I’m familiar with the line of questioning and I recognize the need. People want a GPS for their times. They want to locate themselves. They want a summary, an overview, some definition to hang on to so they aren’t swimming in data without understanding.

It is the role of a leader to provide this when he or she can. It takes some planning. It takes some research and perhaps a facility with words. And, I admit, it is so rare that when a leader actually does it people really take note.

This is what Karen’s article was about. It seems that the CEO of United Airlines, Scott Kirby, made headlines when he provided a bit of a GPS for our times. Now, Kirby is leading in one of the industries most damaged by today’s pandemic. You’ll see some of the statistics in the article. You should also know that Kirby is known as a numbers-crunching, systems-oriented guy. He’s not especially poetic, nor does he have a reputation for rhetorical grace. I should tell you also that the core words he used weren’t even his.

Yet so on target was both his sentiment and his analysis that this was the title of the article in Inc. magazine by Bill Murphy Jr.: “The CEO of United Airlines Just Shared the Perfect Leadership Message for 2020, and It’s Only 8 Words.”

Dang. That’s quite an endorsement! What Kirby did was pair history with historical moment. He first quoted Winston Churchill: “This is not the end. It is not even the beginning of the end. It is, perhaps, the end of the beginning.”

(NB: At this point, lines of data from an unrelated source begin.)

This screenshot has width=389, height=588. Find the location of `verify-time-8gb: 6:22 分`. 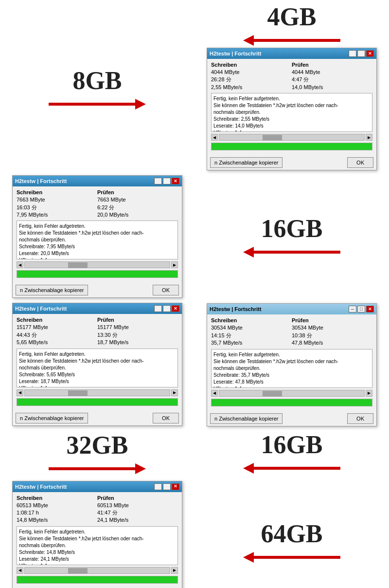

verify-time-8gb: 6:22 分 is located at coordinates (138, 207).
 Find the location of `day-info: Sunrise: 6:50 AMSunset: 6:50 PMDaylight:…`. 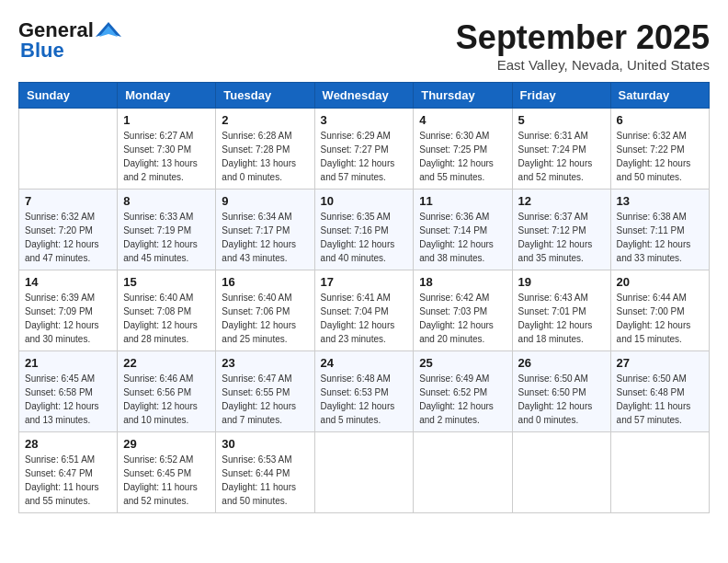

day-info: Sunrise: 6:50 AMSunset: 6:50 PMDaylight:… is located at coordinates (562, 399).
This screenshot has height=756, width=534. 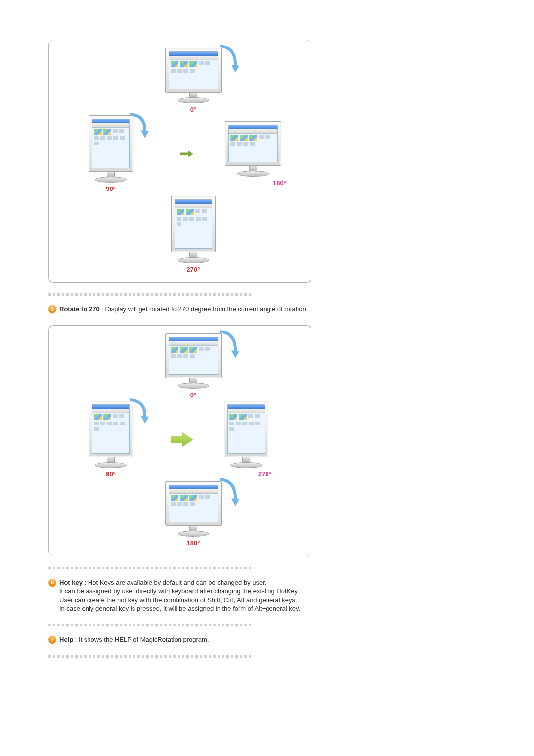 What do you see at coordinates (52, 583) in the screenshot?
I see `bullet-number-6: 6` at bounding box center [52, 583].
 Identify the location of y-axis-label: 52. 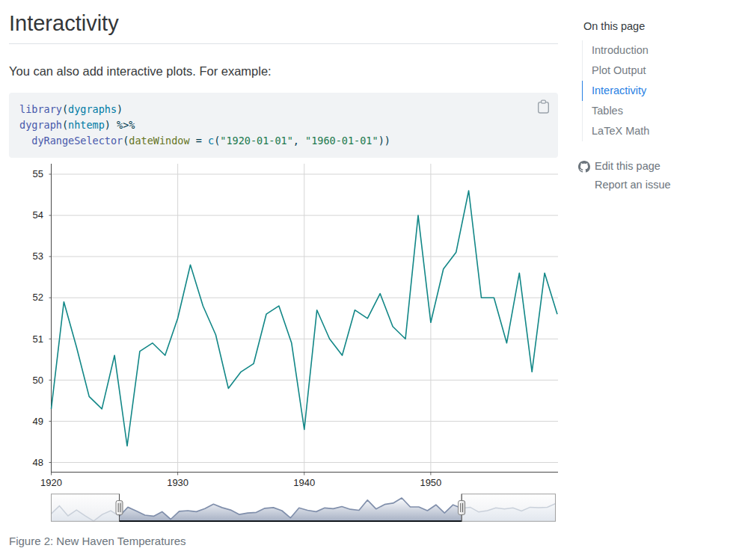
(26, 298).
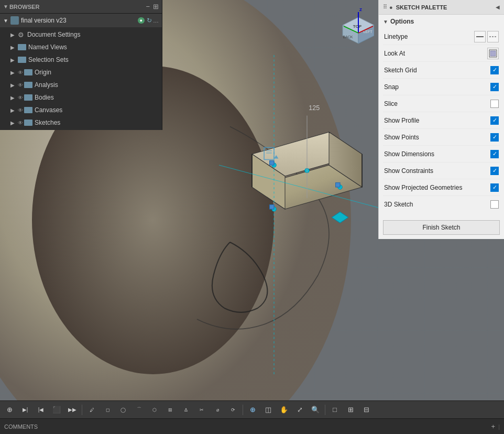  What do you see at coordinates (149, 20) in the screenshot?
I see `version-sync-icon: ↻` at bounding box center [149, 20].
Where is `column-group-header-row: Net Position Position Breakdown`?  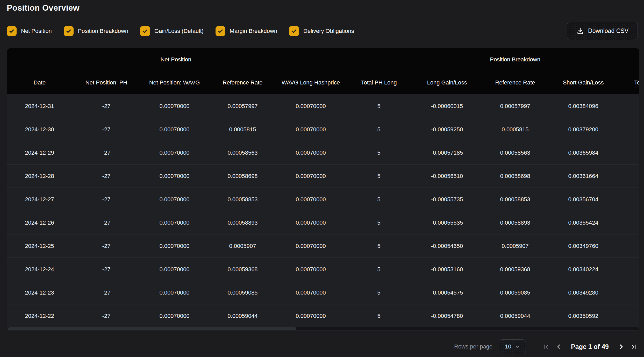 column-group-header-row: Net Position Position Breakdown is located at coordinates (323, 60).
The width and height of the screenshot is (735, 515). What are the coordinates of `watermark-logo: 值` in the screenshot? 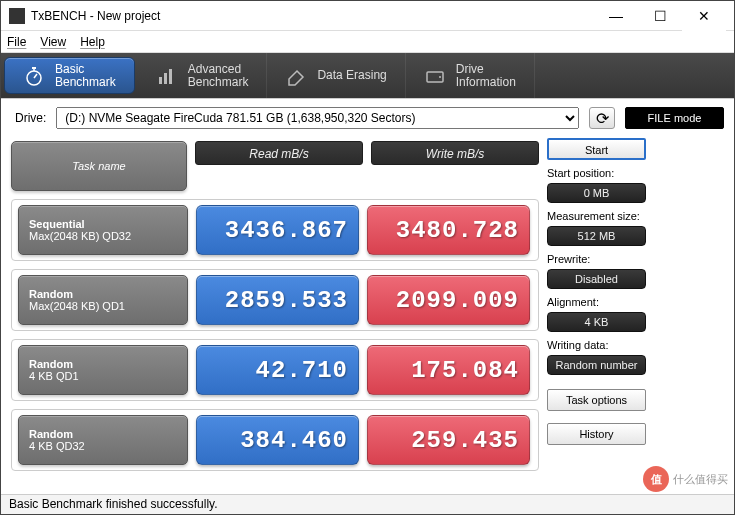 It's located at (656, 479).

Then came Kirby’s own words.

And I think that is the moment we’re at now at United Airlines. … [W]e have done what it takes in the initial phases to have confidence. … [W]e’ll look back at this as the turning point. The light at the end of the tunnel is a long way away. But this is the turning point.

You should know too that Kirby had just been forced to furlough a huge number of people. There were a lot of ways he could have messed up his message and that it could have haunted his career to the end of his days. Yet he didn’t. He told the truth. He captured the moment. He located his listeners in it. He offered hope for the future. In fact, he even used the Churchillian tactic of getting his listeners to envision thinking back on the present moment from the vantage point of the victorious future.

I’ll let the article speak for itself. I’ll leave you to work this approach into your own life of leadership. Just know that I’ll be cheering you on from the sidelines while you do. We badly need leaders like you. Get out there with your gifts and your GPS and change the world!